The Origin of Capitalism

Wood's Marxist approach originates from Karl Marx's critique of political economy in his works Das Kapital and Grundrisse.

Wood argues that past historians have tended to see capitalism as a natural and even inevitable human behaviour, which came into being when barriers to trade and commerce were removed: essentially, in their understanding, people were waiting for the opportunity to become capitalists.

However, she also finds that even commentators who were critical of this account tend to argue that the transition to capitalism entailed farmers seizing new opportunities to switch from subsistence to commodity production as the constraints of feudalism were loosened.

Building particularly on the arguments made in the Brenner Debate and on the work of E. P. Thompson, Wood argues that 'we need a form of history that brings this specificity into sharp relief'.

[5] In part II, Wood argues that capitalism emerged in the unique conditions of late medieval and early modern English agrarian society, basing her argument firmly on Robert Brenner's ‘Agrarian Class Structure and Economic Development in Pre-Industrial Europe’.

This gave aristocrats relatively limited powers to extract wealth directly from their feudal underlings through political means (not least the threat of violence).

This led to a cascade of effects whereby successful tenant farmers became agrarian capitalists; unsuccessful ones became wage-labourers, required to sell their labour in order to live; and landlords promoted the privatisation and renting out of common land, not least through the enclosures.

She argues that English capitalism did not cause England's imperialism, noting that neighbouring non-capitalist economies like Spain and France also built overseas empires.

Finally, she emphasises that if capitalism is a historically specific and unusual development, it is not inevitable or the only way that humans might organise themselves.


§ **WORK INSTRUCTION**:
Write out, unchanged, the lines from the one holding "UI element localization: list" to the close of the listing. Both the first and last lines belong in it.

§ **PROVIDED DATA**:
▽

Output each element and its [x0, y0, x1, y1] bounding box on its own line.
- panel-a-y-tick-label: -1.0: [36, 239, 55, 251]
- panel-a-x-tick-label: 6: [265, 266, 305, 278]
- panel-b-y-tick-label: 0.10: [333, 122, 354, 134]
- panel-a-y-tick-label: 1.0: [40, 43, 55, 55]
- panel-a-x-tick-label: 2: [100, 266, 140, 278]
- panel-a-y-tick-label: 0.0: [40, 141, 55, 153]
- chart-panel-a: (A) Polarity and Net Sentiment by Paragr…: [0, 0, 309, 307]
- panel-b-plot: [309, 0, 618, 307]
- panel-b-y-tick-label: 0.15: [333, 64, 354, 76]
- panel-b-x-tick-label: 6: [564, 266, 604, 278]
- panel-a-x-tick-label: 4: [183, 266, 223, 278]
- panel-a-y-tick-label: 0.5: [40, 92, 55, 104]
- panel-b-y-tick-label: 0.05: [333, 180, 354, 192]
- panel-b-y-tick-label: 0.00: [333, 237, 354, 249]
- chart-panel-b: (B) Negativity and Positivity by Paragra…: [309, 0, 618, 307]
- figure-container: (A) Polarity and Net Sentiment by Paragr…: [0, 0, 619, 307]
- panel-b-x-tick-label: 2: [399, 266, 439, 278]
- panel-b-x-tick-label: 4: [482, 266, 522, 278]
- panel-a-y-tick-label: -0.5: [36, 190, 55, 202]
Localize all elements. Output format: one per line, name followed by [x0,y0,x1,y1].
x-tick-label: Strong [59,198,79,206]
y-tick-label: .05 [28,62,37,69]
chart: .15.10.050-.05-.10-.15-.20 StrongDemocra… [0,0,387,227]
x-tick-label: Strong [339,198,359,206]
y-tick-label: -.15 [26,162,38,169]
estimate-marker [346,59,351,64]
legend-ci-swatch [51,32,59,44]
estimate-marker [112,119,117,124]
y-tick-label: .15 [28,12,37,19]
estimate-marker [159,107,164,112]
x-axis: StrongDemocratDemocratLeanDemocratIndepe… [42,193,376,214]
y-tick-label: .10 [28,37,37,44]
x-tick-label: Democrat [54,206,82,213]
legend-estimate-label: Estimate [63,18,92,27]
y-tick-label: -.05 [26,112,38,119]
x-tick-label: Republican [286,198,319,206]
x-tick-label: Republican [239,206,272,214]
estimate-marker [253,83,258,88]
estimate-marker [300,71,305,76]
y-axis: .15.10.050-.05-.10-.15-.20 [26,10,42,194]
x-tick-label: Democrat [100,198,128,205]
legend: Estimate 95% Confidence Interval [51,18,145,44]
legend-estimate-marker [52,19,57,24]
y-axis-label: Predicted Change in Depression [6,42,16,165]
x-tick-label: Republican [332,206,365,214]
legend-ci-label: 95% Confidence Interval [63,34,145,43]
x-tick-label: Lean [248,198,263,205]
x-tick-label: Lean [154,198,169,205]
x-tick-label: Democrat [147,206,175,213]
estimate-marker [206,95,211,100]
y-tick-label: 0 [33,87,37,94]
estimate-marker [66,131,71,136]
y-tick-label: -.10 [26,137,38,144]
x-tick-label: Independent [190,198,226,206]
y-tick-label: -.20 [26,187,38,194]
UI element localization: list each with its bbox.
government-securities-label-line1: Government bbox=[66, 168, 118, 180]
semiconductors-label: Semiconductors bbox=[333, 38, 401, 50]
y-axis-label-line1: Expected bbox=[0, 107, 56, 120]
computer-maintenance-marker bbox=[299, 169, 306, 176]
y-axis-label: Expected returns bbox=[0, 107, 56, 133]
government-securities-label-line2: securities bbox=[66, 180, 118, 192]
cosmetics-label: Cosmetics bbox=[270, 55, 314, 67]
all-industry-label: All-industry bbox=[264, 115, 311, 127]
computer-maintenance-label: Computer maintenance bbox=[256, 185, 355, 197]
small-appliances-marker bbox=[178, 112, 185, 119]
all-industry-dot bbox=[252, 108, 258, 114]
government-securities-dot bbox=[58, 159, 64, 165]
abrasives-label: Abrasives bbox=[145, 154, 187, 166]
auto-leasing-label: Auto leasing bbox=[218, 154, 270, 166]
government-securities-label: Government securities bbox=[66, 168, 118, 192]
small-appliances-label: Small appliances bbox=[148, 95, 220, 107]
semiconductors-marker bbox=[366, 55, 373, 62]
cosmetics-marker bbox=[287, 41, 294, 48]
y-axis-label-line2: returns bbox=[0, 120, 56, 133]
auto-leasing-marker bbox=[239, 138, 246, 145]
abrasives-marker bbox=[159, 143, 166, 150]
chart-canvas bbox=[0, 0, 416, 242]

△

§ **RESULT**:
UI element localization: list each with its bbox.
government-securities-label-line1: Government bbox=[66, 168, 118, 180]
semiconductors-label: Semiconductors bbox=[333, 38, 401, 50]
y-axis-label-line1: Expected bbox=[0, 107, 56, 120]
computer-maintenance-marker bbox=[299, 169, 306, 176]
y-axis-label: Expected returns bbox=[0, 107, 56, 133]
government-securities-label-line2: securities bbox=[66, 180, 118, 192]
cosmetics-label: Cosmetics bbox=[270, 55, 314, 67]
all-industry-label: All-industry bbox=[264, 115, 311, 127]
computer-maintenance-label: Computer maintenance bbox=[256, 185, 355, 197]
small-appliances-marker bbox=[178, 112, 185, 119]
all-industry-dot bbox=[252, 108, 258, 114]
government-securities-dot bbox=[58, 159, 64, 165]
abrasives-label: Abrasives bbox=[145, 154, 187, 166]
auto-leasing-label: Auto leasing bbox=[218, 154, 270, 166]
government-securities-label: Government securities bbox=[66, 168, 118, 192]
small-appliances-label: Small appliances bbox=[148, 95, 220, 107]
semiconductors-marker bbox=[366, 55, 373, 62]
cosmetics-marker bbox=[287, 41, 294, 48]
y-axis-label-line2: returns bbox=[0, 120, 56, 133]
auto-leasing-marker bbox=[239, 138, 246, 145]
abrasives-marker bbox=[159, 143, 166, 150]
chart-canvas bbox=[0, 0, 416, 242]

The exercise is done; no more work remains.